Former Treasury Secretary Lawrence Summers urged President Joe Biden to ditch the “usual laundry list of policy proposals” in his State of the Union speech, in favor of a pivot toward grappling with a global environment dramatically altered by Russia’s invasion of Ukraine and its tightening links with China.

In the same way that President Franklin D. Roosevelt pivoted from battling the Great Depression to winning World War II, Biden “needs to shift from being the ‘protect the middle class from the pandemic’ president to being ‘prepare America for the struggle ahead’ president,” Summers told Bloomberg Television’s “Wall Street Week” with David Westin on Friday. He said he was hoping for a “real change in tone.”

“We are looking at an event of potentially vast significance and concern,” Summers said in a follow-up interview Monday, referring to the Russian invasion of Ukraine and the tightening alignment of Russia with China. “Our ability to meet these challenges depends on recognizing them for what they are.”

Biden will need to rally Americans in a great campaign to support the principles of democracy in face of authoritarian threats, said Summers, a paid contributor to Bloomberg Television and a Harvard University professor.

The president delivers his address at 9 p.m. Washington time on Tuesday.

National endeavor

“The United States faces far graver challenges to its security than anyone would have thought likely even several years ago,” Summers said. “That needs to have ramifications for almost every aspect of our national life.”

Summers, also a former director of the White House National Economic Council, likened the importance of the tightening bonds between Moscow and Beijing today to the realignment of China toward the U.S. that President Richard Nixon achieved in 1972.

American corporate leaders are among those that may need to rethink their approaches in the new environment, he said. “Anyone who thinks that is not a challenge to their ability to flourish and profit as a business is making an enormous mistake.”

“There was a tendency for some CEOs to treat the United States as a kind of primitive loyalty, but to emphasize that they had to do what was best for their company — which could mean going anywhere and doing anything” in operations around the world, he said Monday.

Corporate responsibility

While not advocating “hard and fast rules” for U.S. companies’ engagement with China, Summers said too much effort has been spent by policy makers on American corporate interests in that country.
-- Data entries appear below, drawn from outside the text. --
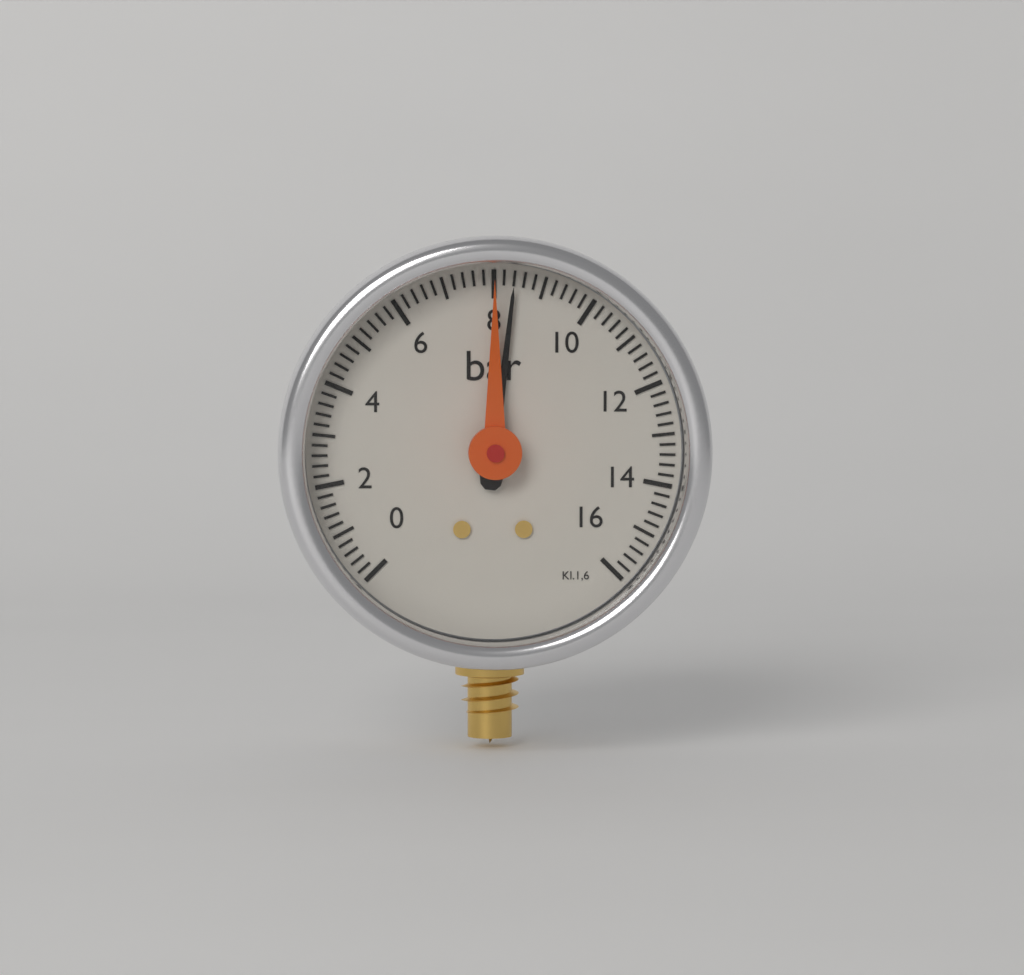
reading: 8.4 bar
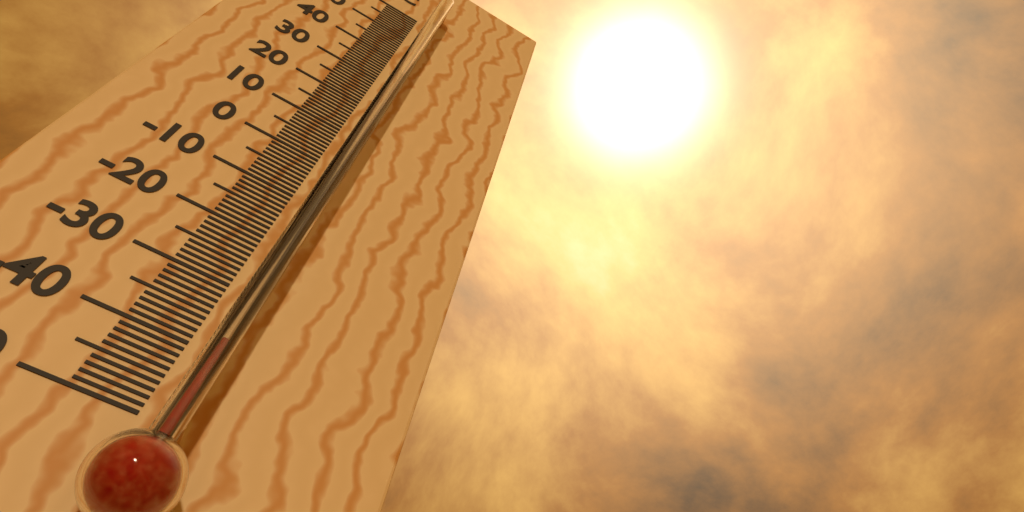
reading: -41 °C
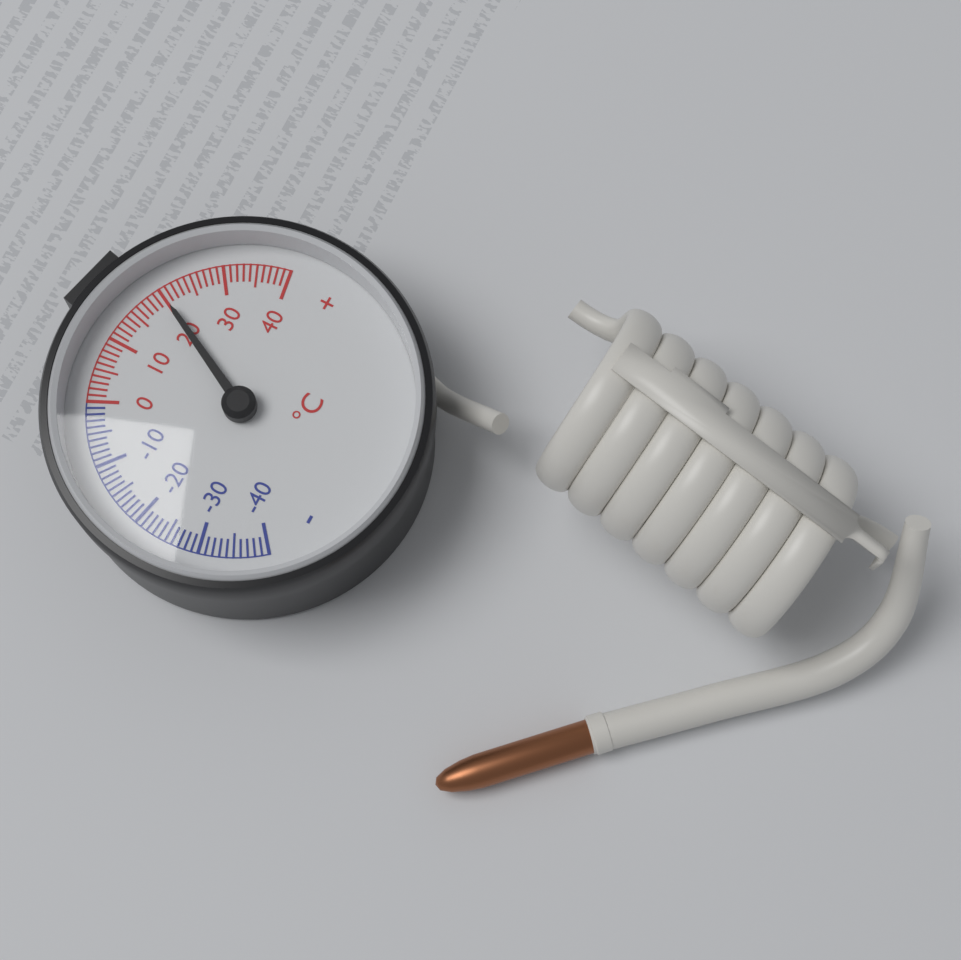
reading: 20 °C
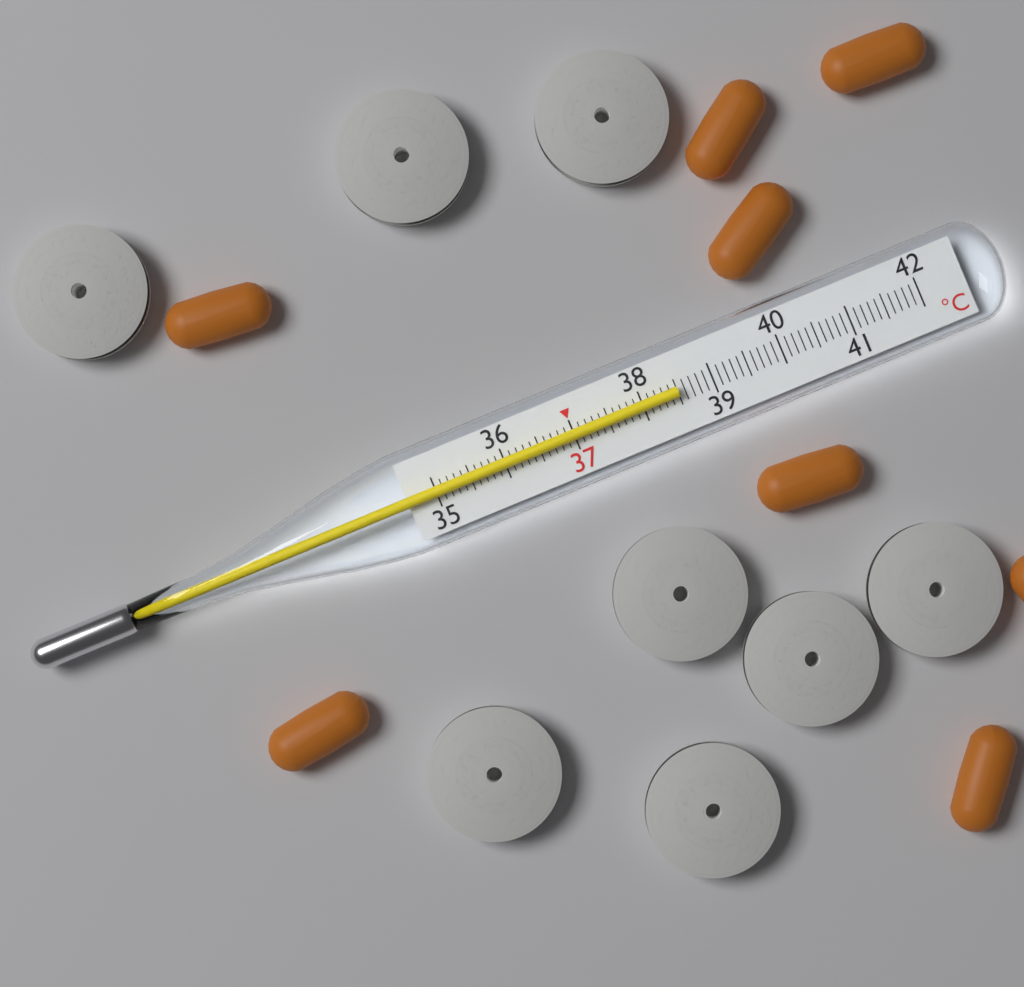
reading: 38.5 °C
Washington in the meantime “underinvested” in U.S. technological competitiveness.

“When we see the dominant emphasis in the economic policies of many countries shift from international integration to self-reliance as a dominant economic value, we know we are headed into a much more dangerous world,” he also said.

Summers urged Biden to put “more emphasis on our stake in what’s happening globally” with regard to challenges ranging from resisting aggression, confronting the pandemic and addressing semiconductor shortages to safeguarding the dollar’s status as the world’s reserve currency by moving to contain inflation.

“We are going to need to spend more on national defense and more on global security — in terms of not just military threats, but threats from climate change and threats from pandemics,” he said.